Why Schools Play a Bigger Role in Financial Literacy Than Most Parents Realise
There is a Swahili proverb that says, “Elimu ni mali” — education is wealth. In Kenya, you will hear it from grandmothers in Kisumu and startup founders in Nairobi alike. But for generations, the wealth that education was supposed to build stopped at the classroom door. Children learned history, biology, and mathematics. They did not learn how money actually works.
That is quietly changing — and schools are at the centre of it.
The Gap Most Families Cannot See
Ask any parent in Nairobi, Lagos, Accra, or Johannesburg whether they have taught their child about money, and most will say yes. They will tell you about pocket money, about telling children to save. What they often mean, though, is that they have mentioned money. Mentioning is not teaching.
Financial literacy is a skill, not a value. It requires repetition, structure, and context — the exact things that schools are built to deliver. A parent juggling two jobs and school fees does not always have the bandwidth to run a weekly money lesson at the dinner table. A teacher working within a structured curriculum does.
This is not a criticism of parents. It is a recognition of capacity. Schools have the reach, the routine, and — increasingly — the tools to fill the gap that home conversations cannot always cover.
What Schools Are Getting Right (and What They Are Missing)
Across East and West Africa, there has been a genuine shift. Kenya’s Competency-Based Curriculum introduced financial literacy concepts at primary level. Nigeria’s financial regulators have pushed school-based programmes. South Africa has mandatory consumer education in its National Curriculum Statement.
The intent is there. The implementation is inconsistent.
The challenge is not policy — it is practice. A worksheet about saving is not the same as a child experiencing what it feels like to earn, decide, and spend. Abstract knowledge fades. Embedded habits stay.
This is where digital tools designed specifically for children and schools become genuinely important. When a school can connect students to a structured financial environment — one that mirrors real decisions without real risk — the lesson moves from the page to lived experience.
Parents and Schools as Partners, Not Competitors
One of the most persistent misconceptions is that financial education at school somehow replaces what parents do at home. It does not. It amplifies it.
When a child comes home having discussed budgeting in class, they are primed for a real conversation at dinner. When a school uses a platform that gives parents visibility into how their child is learning about money, the boundary between home and classroom becomes porous in the best possible way.
KiddyCash was built with exactly this relationship in mind. When a school is verified on the platform, families gain access to a shared financial ecosystem — one where children can learn, practise, and build habits with guidance from both their teachers and their parents. You can see how that works in practice by visiting your KiddyCash dashboard, where school connections and family accounts sit side by side.
For schools looking to get started, the process of getting verified is straightforward. You can find a step-by-step guide on how to submit KYS for your school, which walks administrators through everything needed to bring their institution onto the platform properly and securely.
The Global Lens, Kept Simple
Zoom out for a moment. Globally, studies consistently show that financial literacy levels are lowest in the same populations that face the highest economic risk. That is not coincidence. It is the result of decades of assuming that money knowledge is something people simply absorb — through family, through experience, through osmosis.
Children who grow up understanding compound interest, the difference between a want and a need, and how to compare prices do not just make better decisions in adulthood. They change family trajectories. They start businesses. They avoid predatory lending. They teach their own children.
Schools are not just teaching subjects. They are shaping the economic futures of entire communities.
Finding the Right Starting Point
If you are a parent exploring what financial tools are available for your child’s school, a good first step is to browse the public business directory to see what is already active in your area. Schools, merchants, and family accounts in your community may already be connected — and joining an existing network is always easier than starting from scratch.
Financial literacy is not a luxury subject. In a continent where mobile money has already leapfrogged traditional banking, teaching children to understand and manage digital value is not forward-thinking. It is urgent.
Schools know this. Now families need to know it too.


• [Problem requirements] Return only those lines of the material that contain "bottom".

• [Available records]
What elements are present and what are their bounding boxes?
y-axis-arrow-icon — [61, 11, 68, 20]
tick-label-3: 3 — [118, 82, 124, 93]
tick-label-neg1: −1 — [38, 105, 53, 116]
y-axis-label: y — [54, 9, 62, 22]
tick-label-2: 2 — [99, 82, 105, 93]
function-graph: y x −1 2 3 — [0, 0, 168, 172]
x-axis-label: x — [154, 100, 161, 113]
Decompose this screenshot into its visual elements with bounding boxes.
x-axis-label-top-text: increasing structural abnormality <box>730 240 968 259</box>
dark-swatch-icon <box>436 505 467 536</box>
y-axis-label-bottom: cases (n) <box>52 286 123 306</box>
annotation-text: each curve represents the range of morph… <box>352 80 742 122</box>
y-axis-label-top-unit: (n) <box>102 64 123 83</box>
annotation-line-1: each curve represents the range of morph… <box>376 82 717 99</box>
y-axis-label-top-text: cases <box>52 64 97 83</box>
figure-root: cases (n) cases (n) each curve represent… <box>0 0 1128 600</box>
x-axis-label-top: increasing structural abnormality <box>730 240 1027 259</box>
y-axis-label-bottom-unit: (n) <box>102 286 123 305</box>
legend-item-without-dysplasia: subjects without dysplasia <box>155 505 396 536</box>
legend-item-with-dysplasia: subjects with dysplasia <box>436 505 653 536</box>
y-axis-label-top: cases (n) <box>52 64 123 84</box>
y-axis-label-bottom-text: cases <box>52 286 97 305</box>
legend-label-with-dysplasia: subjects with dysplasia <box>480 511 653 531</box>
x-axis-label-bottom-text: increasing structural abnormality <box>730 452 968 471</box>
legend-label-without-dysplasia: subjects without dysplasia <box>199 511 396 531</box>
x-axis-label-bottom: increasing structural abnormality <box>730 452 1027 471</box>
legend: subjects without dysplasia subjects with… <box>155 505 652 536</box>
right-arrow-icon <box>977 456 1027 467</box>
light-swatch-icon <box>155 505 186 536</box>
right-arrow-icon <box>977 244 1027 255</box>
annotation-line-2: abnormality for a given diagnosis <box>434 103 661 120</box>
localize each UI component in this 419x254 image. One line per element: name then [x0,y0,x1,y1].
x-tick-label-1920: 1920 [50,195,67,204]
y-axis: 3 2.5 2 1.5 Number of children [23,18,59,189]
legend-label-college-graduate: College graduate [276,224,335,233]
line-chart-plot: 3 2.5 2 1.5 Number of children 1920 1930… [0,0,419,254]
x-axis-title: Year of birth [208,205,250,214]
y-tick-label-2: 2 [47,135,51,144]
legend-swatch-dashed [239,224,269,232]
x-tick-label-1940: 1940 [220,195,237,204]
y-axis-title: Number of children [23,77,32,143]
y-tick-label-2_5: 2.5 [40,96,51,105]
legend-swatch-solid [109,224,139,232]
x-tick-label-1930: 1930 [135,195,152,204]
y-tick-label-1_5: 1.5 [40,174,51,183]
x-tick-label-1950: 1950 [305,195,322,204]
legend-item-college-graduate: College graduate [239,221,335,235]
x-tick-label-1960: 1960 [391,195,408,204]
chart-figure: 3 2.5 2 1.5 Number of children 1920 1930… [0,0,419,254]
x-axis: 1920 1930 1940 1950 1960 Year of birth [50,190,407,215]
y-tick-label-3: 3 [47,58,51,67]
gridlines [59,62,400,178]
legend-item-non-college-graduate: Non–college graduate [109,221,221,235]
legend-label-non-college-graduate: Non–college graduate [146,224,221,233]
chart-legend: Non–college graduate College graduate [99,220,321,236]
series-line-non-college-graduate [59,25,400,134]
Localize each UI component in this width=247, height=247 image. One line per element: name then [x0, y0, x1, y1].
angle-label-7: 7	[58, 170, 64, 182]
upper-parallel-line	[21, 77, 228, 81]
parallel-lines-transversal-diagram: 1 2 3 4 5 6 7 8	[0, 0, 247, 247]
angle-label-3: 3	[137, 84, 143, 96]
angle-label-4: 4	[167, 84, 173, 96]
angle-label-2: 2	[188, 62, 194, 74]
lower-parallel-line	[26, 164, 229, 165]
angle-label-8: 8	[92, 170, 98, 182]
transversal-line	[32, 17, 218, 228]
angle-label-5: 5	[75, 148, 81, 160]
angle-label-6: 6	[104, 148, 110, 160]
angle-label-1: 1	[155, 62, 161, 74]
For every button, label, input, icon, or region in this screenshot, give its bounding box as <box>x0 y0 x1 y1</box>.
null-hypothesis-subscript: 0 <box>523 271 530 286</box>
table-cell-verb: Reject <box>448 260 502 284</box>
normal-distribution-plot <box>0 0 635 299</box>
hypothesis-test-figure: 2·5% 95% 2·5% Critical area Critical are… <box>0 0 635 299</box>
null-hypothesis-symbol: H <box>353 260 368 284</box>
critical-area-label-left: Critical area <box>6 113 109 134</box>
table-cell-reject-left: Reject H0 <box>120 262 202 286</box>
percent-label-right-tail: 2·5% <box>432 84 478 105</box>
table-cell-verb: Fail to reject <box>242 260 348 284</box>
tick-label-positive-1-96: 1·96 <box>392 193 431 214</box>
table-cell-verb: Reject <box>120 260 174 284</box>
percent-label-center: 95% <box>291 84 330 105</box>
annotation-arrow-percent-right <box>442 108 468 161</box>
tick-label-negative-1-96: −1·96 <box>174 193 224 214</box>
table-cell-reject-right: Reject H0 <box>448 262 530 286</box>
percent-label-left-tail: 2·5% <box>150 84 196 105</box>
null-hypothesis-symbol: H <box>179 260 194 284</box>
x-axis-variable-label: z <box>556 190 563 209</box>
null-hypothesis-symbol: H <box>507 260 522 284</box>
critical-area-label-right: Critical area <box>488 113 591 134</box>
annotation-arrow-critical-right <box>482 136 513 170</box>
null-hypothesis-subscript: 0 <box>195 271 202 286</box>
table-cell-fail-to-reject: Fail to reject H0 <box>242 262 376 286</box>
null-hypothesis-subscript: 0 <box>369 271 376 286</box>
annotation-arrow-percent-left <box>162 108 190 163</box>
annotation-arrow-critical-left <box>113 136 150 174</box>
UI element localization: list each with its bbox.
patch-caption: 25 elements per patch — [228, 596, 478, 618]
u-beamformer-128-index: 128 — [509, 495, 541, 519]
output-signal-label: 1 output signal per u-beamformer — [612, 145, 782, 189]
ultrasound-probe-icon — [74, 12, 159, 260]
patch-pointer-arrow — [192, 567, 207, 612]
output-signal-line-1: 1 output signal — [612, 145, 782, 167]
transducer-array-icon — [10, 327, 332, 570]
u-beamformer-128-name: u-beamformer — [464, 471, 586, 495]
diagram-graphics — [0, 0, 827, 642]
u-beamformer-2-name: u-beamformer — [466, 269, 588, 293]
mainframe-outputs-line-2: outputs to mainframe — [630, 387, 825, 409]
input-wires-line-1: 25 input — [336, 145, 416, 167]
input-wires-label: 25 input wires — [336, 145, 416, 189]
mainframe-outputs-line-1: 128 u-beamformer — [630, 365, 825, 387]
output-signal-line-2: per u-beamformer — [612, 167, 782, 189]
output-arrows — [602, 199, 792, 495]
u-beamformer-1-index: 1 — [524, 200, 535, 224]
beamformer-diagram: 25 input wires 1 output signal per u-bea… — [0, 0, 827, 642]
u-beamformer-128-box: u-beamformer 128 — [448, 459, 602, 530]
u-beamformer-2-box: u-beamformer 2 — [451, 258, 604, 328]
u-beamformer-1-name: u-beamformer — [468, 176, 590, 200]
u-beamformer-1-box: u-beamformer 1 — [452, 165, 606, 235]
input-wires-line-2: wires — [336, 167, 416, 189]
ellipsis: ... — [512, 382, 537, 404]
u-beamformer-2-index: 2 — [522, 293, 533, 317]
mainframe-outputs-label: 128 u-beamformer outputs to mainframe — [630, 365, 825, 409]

• [Response to the exercise]
y-axis-label-bottom: cases (n) <box>52 286 123 306</box>
y-axis-label-bottom-unit: (n) <box>102 286 123 305</box>
y-axis-label-bottom-text: cases <box>52 286 97 305</box>
x-axis-label-bottom-text: increasing structural abnormality <box>730 452 968 471</box>
x-axis-label-bottom: increasing structural abnormality <box>730 452 1027 471</box>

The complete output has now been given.